Tolkien seemed to have been saved from the scorn heaped on Rowling by two things: His books were largely ignored at the time they were new, and the Fundamentalist sects we deal with now must not have existed at the time. Which leads me to wonder, when did they begin?
Remember that Harry Potter, despite the magic, ostensibly takes place in the real world. Maybe that has something to do with it.
There is some basic misunderstanding of American religious history in the OP. First of all, there has not been a uniform amount of public display of Christian revivalism in American life. (It was always there under the surface, but it wasn’t out there in public as much.) There have been four major waves where Christians were outspoken in American public life, each about 90 years apart:
The First Great Awakening in about 1730
The Second Great Awakening in about 1820
The Fundamentalist Movement in about 1910
The Religious Right in about 2000
The Lord of the Rings came out in 1954 and 1955, and this was a low point in Christian revivalism in the U.S. They weren’t making any big deal about any particular book at the time. The 1950’s were generally not a period of religious controversy in the U.S. Oh, it was assumed that you went to church or synagogue or whatever, but it was considered distinctly low-class to make a big deal of your faith.
Second, the brouhaha about the Harry Potter books was possible only because they were getting immense amounts of publicity as they were published. Why would Fundamentalists waste their time complaining about The Lord of the Rings, which was very little known for the first decade after it was published? The counter-reaction that The Lord of the Rings has gotten only came in the 2000’s, after the Harry Potter books came out (and the same is true of The Chronicles of Narnia). There was no Christian reaction to The Lord of the Rings in the 1950’s.
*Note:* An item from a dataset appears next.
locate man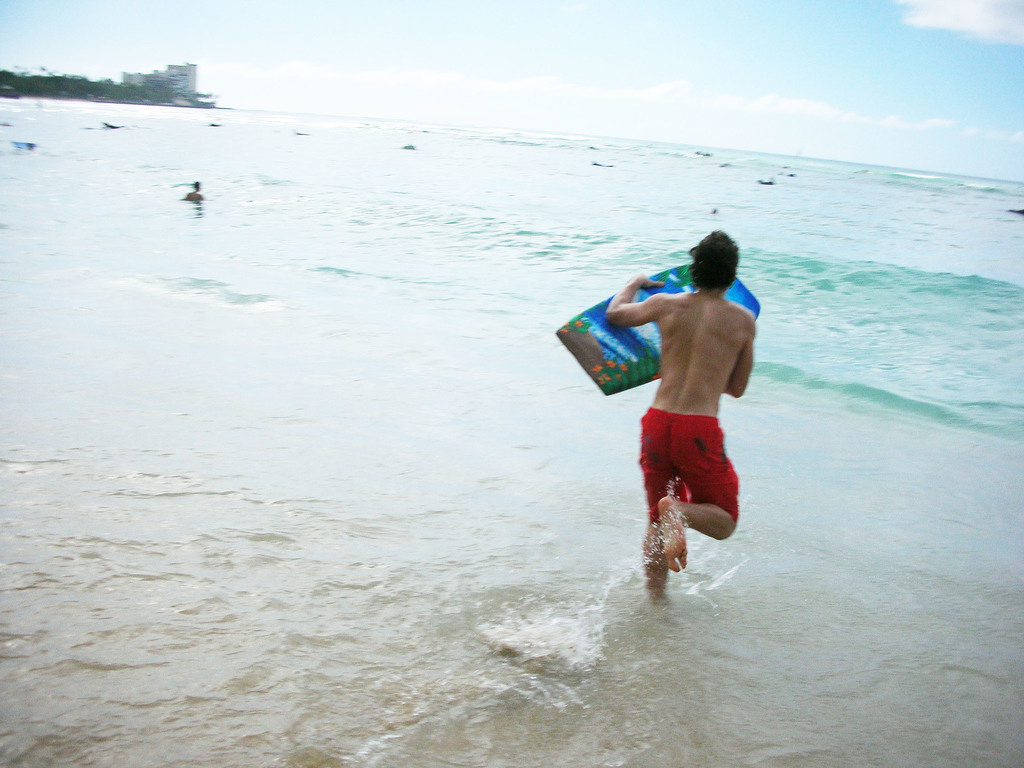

Incidentally, I wouldn’t call Tolkien ultraconservative in any sense. Yes, he was a devout Catholic. I can’t think of any way in which he was more religiously reactionary than any random devout British Catholic of the time.
I can. He was reluctant to change with the times:
When my family visited Kentucky in 1971, they introduced me to a woman who had read The Lord of the Rings. I was considered unusual for having read it (way back then), and it seemed natural for me to meet someone who was unusual in the same way. She said, in her Kentucky drawl, “Oh that’s the hippies’ Bible.” That was all she’d say about it. “That’s the hippies’ Bible.”
The passage you quote, Johanna, is by a writer named Bradley Birzer, and I don’t consider him to be a very good scholar of Tolkien. (How, you might ask, could I know who is a good scholar of Tolkien? Well, since 1972 I’ve belonged to the Mythopoeic Society, a major scholarly organization for Inklings study. I’ve gone to their annual conferences since 1977, and I chaired the conference in 1994. I just got back from the annual conference this week. I’ve never published or lectured on Tolkien, I admit, but I do have some knowledge of who are the important Tolkien scholars.) Will you at least accept my claim that there is some doubt as to Birzer’s credibility on this subject? Birzer wants very much to emphasize the Catholic nature of The Lord of the Rings. He’s willing to overstate his case, I think. In any case, I don’t think that being unhappy with the new mass (assuming that that really happened) is sufficient to make him an ultra-conservative.
(Oh, and since 1987 I’ve belong to the (British) Tolkien Society.)
I remember a certain amount of the same attitude toward Tolkien as you do. I occasionally would see Tolkien portrayed as a hero to hippies in the late 1960’s and early 1970’s. On the other hand, I grew up in a rural area where people didn’t read that much, and I don’t remember then as ever having an opinion, good or bad, about Tolkien.